Home inContext Israel Retaliates Against Syria for Border Bombing

Israel Retaliates Against Syria for Border Bombing

Alex Finkelstein
SOURCE

Israel responded to a roadside bomb planted at the Syrian border in the Golan Heights with a series of strikes on Wednesday. According to IDF officials, the Israeli Air Force bombed a military command post, artillery batteries, and a training base for the Syrian army. Late Tuesday’s bombing wounded four Israeli soldiers and the retaliatory strikes wounded seven Syrian soldiers and killed one.

This latest confrontation represents the most dramatic escalation between Jerusalem and Damascus since the Syrian civil war began in 2011. In numerous other border skirmishes the IDF has responded to Syrian shells with Israeli artillery fire. Israel has also quietly employed airstrikes inside Syria to hit weapons convoys en route to Hezbollah fighters. While most incidents go unacknowledged by the Israeli government, the strikes on Wednesday brought strong Israeli condemnation.

Israeli soldiers stand atop tanks in the Golan Heights near Israel’s border with Syria on Wednesday. (Photo: Reuters)

Israeli intelligence has not yet pinpointed who planted the bomb, but government officials stated that they hold President Bashar al-Asad responsible for any attacks emanating from his territory. Jerusalem’s decision to hold Asad accountable, rather than other violent groups in the area such as Hezbollah or al-Nusra Front, aligns with Israel’s response to rockets fired from Gaza.
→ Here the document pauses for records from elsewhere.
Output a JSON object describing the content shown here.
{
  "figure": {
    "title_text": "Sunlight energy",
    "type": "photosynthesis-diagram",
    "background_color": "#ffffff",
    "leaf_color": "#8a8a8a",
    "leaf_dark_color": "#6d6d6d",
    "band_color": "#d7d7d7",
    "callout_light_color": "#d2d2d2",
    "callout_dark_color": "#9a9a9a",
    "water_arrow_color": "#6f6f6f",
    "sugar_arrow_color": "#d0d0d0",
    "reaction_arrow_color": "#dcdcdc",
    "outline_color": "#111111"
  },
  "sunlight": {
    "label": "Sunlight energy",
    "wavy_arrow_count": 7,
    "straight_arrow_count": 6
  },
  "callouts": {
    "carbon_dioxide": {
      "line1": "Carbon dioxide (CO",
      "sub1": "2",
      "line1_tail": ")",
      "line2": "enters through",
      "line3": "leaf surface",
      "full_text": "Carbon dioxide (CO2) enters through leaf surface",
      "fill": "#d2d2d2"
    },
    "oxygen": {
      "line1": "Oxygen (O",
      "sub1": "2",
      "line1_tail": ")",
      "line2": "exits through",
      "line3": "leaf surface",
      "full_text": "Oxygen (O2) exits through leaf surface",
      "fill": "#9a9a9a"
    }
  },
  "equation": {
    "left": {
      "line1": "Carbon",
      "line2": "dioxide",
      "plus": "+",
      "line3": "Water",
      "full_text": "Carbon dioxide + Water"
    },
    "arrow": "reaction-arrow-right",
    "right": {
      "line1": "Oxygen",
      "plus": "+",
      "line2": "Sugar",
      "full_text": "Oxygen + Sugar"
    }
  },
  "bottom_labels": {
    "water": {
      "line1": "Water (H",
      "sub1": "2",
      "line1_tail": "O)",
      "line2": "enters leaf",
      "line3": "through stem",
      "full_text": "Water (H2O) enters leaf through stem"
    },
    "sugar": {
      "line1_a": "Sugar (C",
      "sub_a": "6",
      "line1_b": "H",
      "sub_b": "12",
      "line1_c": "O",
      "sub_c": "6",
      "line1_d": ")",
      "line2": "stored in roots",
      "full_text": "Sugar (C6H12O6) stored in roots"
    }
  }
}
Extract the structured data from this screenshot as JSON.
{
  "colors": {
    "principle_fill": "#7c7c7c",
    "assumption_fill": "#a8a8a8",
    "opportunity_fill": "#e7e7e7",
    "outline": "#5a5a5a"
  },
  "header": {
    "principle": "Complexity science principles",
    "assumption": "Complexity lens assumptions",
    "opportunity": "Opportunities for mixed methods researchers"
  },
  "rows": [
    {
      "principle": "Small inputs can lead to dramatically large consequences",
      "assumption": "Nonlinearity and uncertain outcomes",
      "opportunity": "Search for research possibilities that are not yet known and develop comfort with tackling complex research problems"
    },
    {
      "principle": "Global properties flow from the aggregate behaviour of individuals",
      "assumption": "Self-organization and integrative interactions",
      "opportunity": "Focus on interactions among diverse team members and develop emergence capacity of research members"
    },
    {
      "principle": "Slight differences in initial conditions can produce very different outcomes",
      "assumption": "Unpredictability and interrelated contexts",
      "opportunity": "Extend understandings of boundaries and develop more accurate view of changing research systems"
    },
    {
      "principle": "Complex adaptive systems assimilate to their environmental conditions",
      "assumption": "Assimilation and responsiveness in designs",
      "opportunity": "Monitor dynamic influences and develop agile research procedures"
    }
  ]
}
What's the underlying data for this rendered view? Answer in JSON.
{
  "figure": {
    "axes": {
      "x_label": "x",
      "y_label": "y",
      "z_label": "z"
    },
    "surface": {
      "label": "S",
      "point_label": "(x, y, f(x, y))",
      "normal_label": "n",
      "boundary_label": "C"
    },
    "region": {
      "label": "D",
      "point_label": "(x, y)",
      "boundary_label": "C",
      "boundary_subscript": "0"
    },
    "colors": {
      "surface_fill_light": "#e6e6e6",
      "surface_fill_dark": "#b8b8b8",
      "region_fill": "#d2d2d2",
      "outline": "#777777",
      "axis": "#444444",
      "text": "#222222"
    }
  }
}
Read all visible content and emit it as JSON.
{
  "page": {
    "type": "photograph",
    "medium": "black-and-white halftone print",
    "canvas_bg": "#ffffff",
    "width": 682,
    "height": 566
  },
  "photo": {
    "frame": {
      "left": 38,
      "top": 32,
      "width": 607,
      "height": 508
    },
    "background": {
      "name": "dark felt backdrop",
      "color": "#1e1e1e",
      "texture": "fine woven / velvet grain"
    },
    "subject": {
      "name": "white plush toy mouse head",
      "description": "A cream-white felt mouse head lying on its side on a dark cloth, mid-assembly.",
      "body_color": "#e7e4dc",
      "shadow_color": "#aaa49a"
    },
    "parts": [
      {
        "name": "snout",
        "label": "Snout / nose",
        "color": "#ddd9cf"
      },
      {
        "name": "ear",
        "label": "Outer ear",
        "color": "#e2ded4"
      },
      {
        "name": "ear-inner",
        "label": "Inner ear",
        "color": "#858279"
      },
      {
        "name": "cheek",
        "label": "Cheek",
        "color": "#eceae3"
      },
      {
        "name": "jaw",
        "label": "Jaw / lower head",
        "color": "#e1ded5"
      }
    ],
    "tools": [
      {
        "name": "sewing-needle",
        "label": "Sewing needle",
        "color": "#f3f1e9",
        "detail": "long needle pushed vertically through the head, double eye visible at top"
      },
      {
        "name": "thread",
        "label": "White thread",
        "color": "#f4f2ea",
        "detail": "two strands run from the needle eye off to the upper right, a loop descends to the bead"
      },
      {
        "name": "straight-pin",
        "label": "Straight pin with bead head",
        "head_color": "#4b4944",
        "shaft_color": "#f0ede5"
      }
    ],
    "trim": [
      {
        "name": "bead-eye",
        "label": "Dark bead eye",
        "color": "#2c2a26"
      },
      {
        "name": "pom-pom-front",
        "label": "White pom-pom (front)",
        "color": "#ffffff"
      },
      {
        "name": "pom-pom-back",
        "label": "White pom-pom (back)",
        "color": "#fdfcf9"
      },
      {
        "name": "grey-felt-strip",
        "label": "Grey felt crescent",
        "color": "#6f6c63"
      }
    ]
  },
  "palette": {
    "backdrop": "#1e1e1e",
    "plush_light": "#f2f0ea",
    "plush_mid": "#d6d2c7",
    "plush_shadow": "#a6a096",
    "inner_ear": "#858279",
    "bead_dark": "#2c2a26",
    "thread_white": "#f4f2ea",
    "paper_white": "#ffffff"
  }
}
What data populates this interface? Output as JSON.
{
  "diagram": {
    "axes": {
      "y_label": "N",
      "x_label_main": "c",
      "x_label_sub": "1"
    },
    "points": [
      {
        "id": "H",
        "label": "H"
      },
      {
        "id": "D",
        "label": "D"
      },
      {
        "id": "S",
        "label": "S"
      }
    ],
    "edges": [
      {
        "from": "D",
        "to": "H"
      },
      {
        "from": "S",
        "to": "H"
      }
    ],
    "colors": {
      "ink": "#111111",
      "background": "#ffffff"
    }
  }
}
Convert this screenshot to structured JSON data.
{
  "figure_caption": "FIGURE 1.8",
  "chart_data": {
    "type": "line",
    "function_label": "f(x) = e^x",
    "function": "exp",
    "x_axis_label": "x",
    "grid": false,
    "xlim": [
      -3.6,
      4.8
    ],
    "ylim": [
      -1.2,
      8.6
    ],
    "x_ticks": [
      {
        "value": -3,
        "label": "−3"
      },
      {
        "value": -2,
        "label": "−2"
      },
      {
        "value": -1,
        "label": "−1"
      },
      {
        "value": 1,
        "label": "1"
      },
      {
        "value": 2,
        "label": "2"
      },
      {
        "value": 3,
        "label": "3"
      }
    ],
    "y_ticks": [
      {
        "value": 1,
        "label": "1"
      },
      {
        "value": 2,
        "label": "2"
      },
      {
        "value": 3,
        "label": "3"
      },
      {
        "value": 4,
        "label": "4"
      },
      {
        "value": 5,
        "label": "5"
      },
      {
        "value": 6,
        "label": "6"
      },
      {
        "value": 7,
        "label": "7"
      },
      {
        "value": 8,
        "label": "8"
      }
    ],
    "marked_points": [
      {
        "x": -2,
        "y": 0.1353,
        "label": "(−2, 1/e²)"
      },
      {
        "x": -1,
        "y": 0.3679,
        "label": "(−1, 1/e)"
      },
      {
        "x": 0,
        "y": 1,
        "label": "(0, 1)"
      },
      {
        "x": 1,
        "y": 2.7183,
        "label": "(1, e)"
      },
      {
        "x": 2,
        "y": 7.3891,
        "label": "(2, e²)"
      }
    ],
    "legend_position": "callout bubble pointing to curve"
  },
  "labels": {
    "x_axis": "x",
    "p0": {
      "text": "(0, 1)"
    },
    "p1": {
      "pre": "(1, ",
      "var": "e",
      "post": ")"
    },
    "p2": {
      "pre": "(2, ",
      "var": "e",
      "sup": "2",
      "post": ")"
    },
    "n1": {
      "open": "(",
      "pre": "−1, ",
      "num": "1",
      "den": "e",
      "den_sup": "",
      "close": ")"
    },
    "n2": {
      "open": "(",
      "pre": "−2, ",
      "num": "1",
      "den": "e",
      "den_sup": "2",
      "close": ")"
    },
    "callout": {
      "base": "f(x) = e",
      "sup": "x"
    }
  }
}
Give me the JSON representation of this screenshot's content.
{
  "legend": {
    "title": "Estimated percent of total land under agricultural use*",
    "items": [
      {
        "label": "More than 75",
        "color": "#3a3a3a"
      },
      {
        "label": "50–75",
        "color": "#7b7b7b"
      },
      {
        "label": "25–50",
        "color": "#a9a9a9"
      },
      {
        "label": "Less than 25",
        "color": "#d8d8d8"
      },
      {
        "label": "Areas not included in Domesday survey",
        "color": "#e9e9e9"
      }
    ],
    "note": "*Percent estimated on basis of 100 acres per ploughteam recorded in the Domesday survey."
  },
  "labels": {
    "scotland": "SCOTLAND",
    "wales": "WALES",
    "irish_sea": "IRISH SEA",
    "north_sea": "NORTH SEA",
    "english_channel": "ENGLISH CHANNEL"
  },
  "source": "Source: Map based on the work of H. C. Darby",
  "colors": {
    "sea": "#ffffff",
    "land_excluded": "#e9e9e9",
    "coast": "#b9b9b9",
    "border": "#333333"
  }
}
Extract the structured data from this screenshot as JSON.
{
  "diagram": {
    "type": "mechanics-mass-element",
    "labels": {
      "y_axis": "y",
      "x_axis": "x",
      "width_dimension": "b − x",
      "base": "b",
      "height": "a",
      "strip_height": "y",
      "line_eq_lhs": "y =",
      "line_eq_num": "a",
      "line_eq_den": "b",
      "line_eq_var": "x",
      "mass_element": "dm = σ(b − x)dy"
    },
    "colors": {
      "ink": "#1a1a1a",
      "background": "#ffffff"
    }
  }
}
The IDF retaliates against the Hamas controlled government, even if the rockets were fired by another militant group in the enclave. In contrast, Israel usually targets Hezbollah fighters in Lebanon directly, rather than officials in Beirut.

Neither Israeli officials, nor Syria’s ally Hezbollah, want Israeli forces to enter the conflict. Traditionally, Hezbollah fighters acclaim the need to destroy the Jewish state, as they did last month when they vowed retaliation for a preemptive Israeli airstrike on a shipment of missiles. But at present, the group does not wish to enter an armed conflict with Israel while simultaneously fighting the Syrian opposition and Sunni jihadists. Al-Qaeda and other Sunni extremists groups have the most to gain from an escalation in conflict and the ensuing upheaval of the Syrian government.

Israel is already concerned about the extremist presence near the Golan Heights. Al-Qaeda linked militants also hopes to provoke Lebanese Sunnis and the Lebanese army into joining the struggle against Asad and Hezbollah. Political will for a new military engagement based on  sectarian divisions is already low in Lebanon, even as Sunni extremist try stoke resentment against Hezbollah in Beirut.